One easy way to shoot yourself in the foot with SecureRandom is to use seed values from a source with low entropy.

http://developer.android.com/reference/java/security/SecureR...

If one were to copy/paste the sort of code samples which show up when one Googles for [Android SecureRandom], one would more than likely call setSeed, possibly in such a fashion as to duplicate seeds and, predictably, make the output of the random number generator deterministic.

I will leave it to one's individual judgement as to whether "It is unlikely a serious developer would copy/paste in crypto code into a project that has real money on the line" is descriptive of the prevalent standard of care in engineering in the Bitcoin community.

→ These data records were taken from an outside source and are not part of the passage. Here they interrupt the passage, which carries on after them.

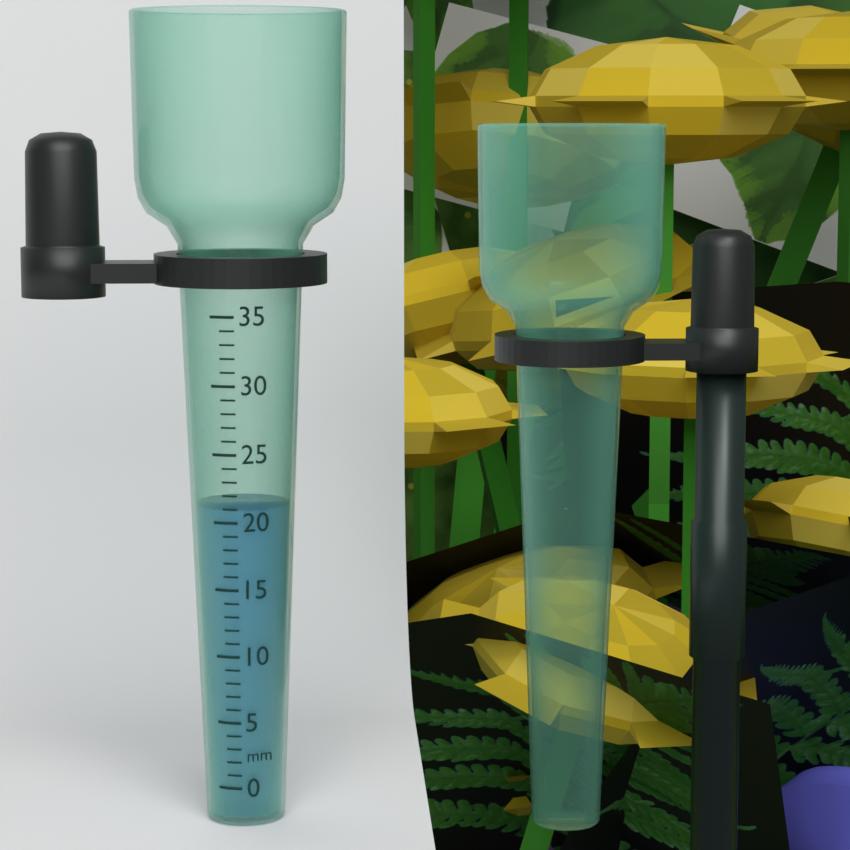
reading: 21 mm
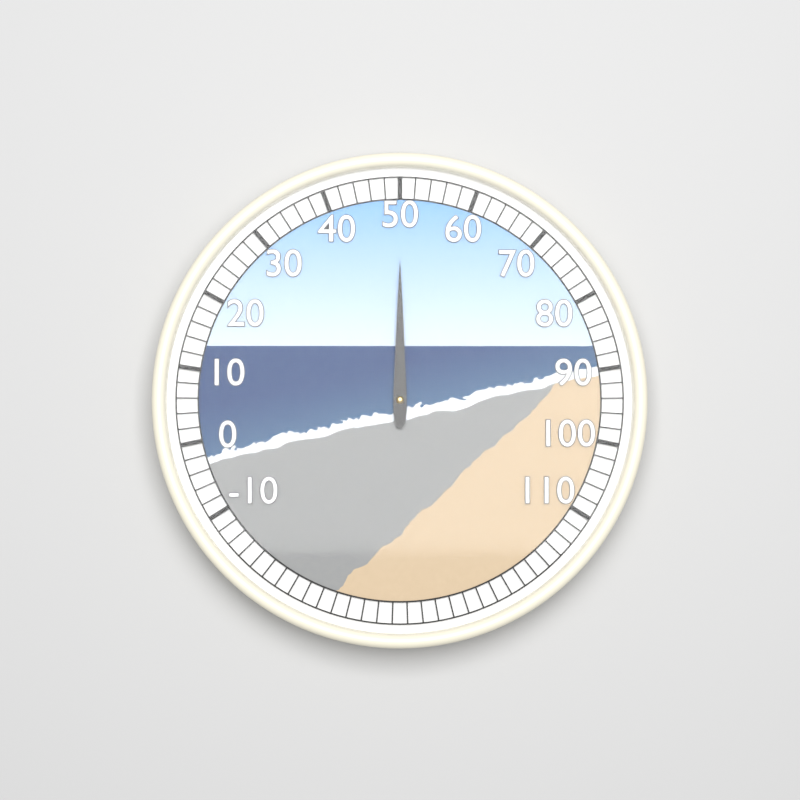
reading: 50 (no unit)
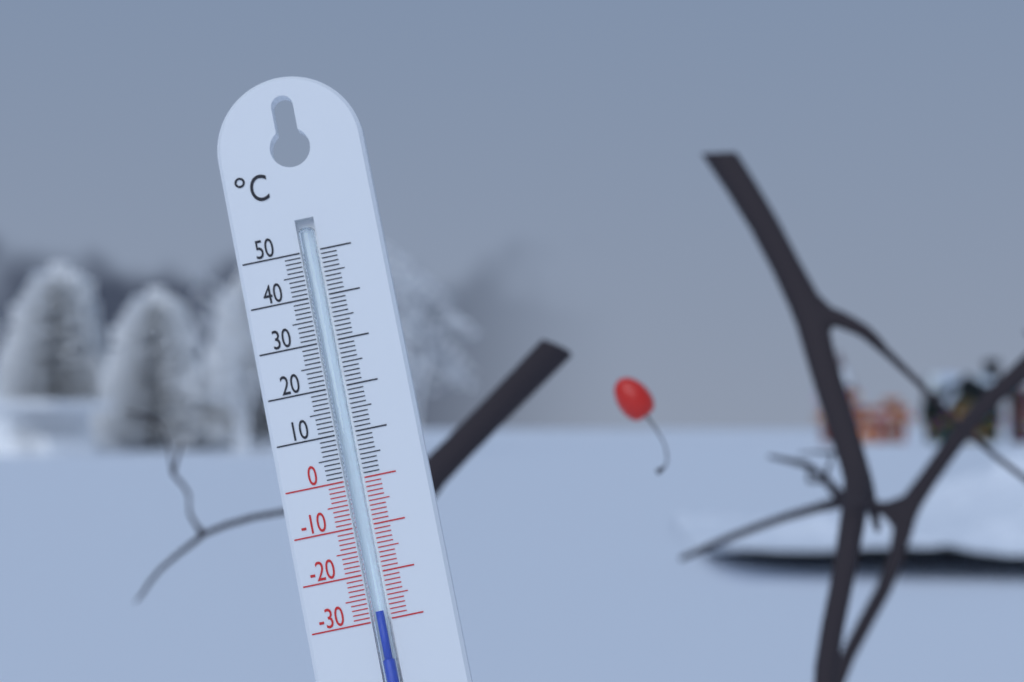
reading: -28 °C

They were explicitly seeding SecureRandom?


Not in the bitcoinj library they all appear to be using, no. That, in turn, uses bouncycastle. Bitcoinj is not explicitly seeding SecureRandom, I'm reasonably sure.


I couldn't find a line of code in bitcoinj that explicitly seeded SecureRandom, or used the explicit-seed constructor.


Neither could I. Maybe it is SecureRandom itself but then that would be a bigger deal than some broken BitCoin wallets, one would think.


Don't know. This just seemed like the high-percentage guess.


If that's the problem, it does lead to a beautiful solution of fixing bugs by removing code entirely.